I will try to answer the first question on whether Hallel was recited on Yom Nicanor, using classical and rabbinic evidence.
There are no sources that record the recitation of Hallel in the celebration of Yom Nicanor. The strongest evidence to indicate that it was said occurs in the Second Book of Maccabees (ch.15), one of the texts historically closest to the recorded event:
When the action was over and they were leaving with joy, they recognized Nicanor, lying dead, in full armor. Then there was shouting and tumult, and they blessed the sovereign in the language of the fathers...And they all decreed by public vote never to let this day go unobserved but to have the thirteenth day of the twelfth month, which is called Adar in the Syrian language, marked, the day before Mordechai's Day [i.e., Purim].
This is similar to 1 Maccabees 7:48:
And the people rejoiced exceedingly, and they spent that day with great joy.
Rejoicing and blessing Hashem "in the language of the fathers" sounds like Hallel, but there's no way of really knowing. Classical historians would likely argue against that idea, considering the increasing rift between the Pharisees and the Hasmoneans, who were supporting the Sadduccees (Samuel Rocca). Other classical sources, like Polybius Histories 31.22, either ignore the holiday, or they discuss Yom Nicanor as a day of celebration, but with no explicit mention of Hallel. Significantly, Josephus (Ant. 12.412) writes that people continued celebrating the holiday even after the Hasmonean dynasty was conquered:
And the Jews celebrate their victory every year in this month, and observe this day as a festival.
In my humble opinion, rabbinic sources seem to indicate that Hallel was not recited on Yom Nicanor. I have two explanations to corroborate this:
- None of the rabbinic sources available during the time of its celebration (Megillat Ta'anit, Talmud Bavli, Yerushalmi) mention a history of reciting Hallel during Yom Nicanor. The texts either discuss the story behind the holiday with detail or limit its rituals to a day when "one is not to fast and...not to eulogize."
- Yom Nicanor was still celebrated during the Gaonic period, even after Megillat Ta'anit was nullified, when the institution of reciting Hallel during a holiday was widely known. Masekhet Soferim discusses the issue of when to fast for Purim (before Ta'anit Esther was codified as the 13th of Adar):
נהגו להתענות אחר ימי הפורים, מפני ניקנור וחביריו
The custom is to fast after the days of Purim, because of Nicanor and his colleagues (17:3)
This text proves that Yom Nicanor had some status as a holiday during the Gaonic period. Nevertheless, three chapters later, Masekhet Soferim also records the 18 days and 1 night that we recite Hallel (20:7; see also Ta'anit 28b, where the Babylonian custom to recite Hallel on Rosh Chodesh is mentioned alongside the list), with no mention of Yom Nicanor. Although it's possible to argue that this shows no mitzvah to recite Hallel on Yom Nicanor, its absence from the Hallel list likely suggests that it was a minor holiday that people did not recite Hallel for.
If it was not practiced, there is not a lot of support for now instituting its recitation for Yom Nicanor during the years when Ta'anit Esther is displaced.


→ EXERCISE PROMPT: Every line below that holds the word "Reports" must be listed.

→ STORED DATA:

********

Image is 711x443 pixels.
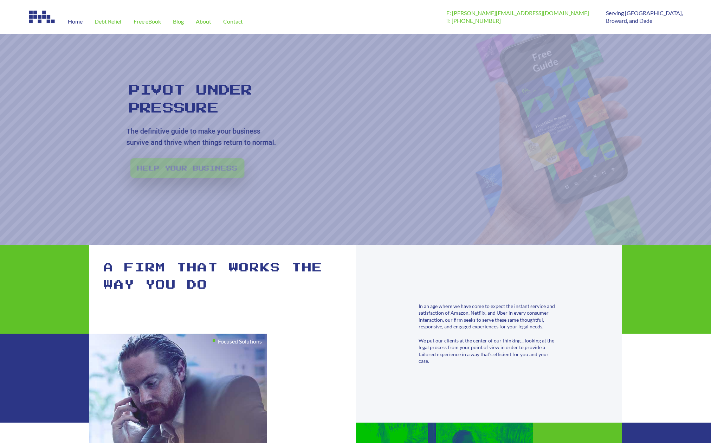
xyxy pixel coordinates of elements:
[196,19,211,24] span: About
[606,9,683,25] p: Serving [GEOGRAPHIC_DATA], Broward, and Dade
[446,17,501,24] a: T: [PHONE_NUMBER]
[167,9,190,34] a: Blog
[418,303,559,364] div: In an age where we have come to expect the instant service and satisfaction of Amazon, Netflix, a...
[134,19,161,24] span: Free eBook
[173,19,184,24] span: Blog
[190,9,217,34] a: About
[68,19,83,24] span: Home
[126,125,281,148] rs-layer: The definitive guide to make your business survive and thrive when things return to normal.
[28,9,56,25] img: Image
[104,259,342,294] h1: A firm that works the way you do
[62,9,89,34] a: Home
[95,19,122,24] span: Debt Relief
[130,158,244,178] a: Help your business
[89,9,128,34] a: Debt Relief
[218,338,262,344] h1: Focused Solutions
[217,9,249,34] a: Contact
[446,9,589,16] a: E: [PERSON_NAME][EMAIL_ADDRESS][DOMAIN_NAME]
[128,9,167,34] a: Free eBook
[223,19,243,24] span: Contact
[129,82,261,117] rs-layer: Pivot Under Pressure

********

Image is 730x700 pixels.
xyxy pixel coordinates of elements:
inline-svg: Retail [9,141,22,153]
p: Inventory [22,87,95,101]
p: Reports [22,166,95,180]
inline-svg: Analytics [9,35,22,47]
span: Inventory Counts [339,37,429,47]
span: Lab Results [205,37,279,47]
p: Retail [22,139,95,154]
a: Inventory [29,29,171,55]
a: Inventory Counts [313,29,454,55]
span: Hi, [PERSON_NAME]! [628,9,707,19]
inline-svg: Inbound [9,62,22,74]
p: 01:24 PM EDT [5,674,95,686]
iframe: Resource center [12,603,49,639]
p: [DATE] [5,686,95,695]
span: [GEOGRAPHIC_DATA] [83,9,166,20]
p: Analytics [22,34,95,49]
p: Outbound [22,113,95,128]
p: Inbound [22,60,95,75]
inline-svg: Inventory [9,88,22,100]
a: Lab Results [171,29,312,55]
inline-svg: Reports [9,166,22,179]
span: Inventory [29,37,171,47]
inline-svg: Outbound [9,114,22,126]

********

→ ANSWER AREA:
p: Reports [22,166,95,180]
inline-svg: Reports [9,166,22,179]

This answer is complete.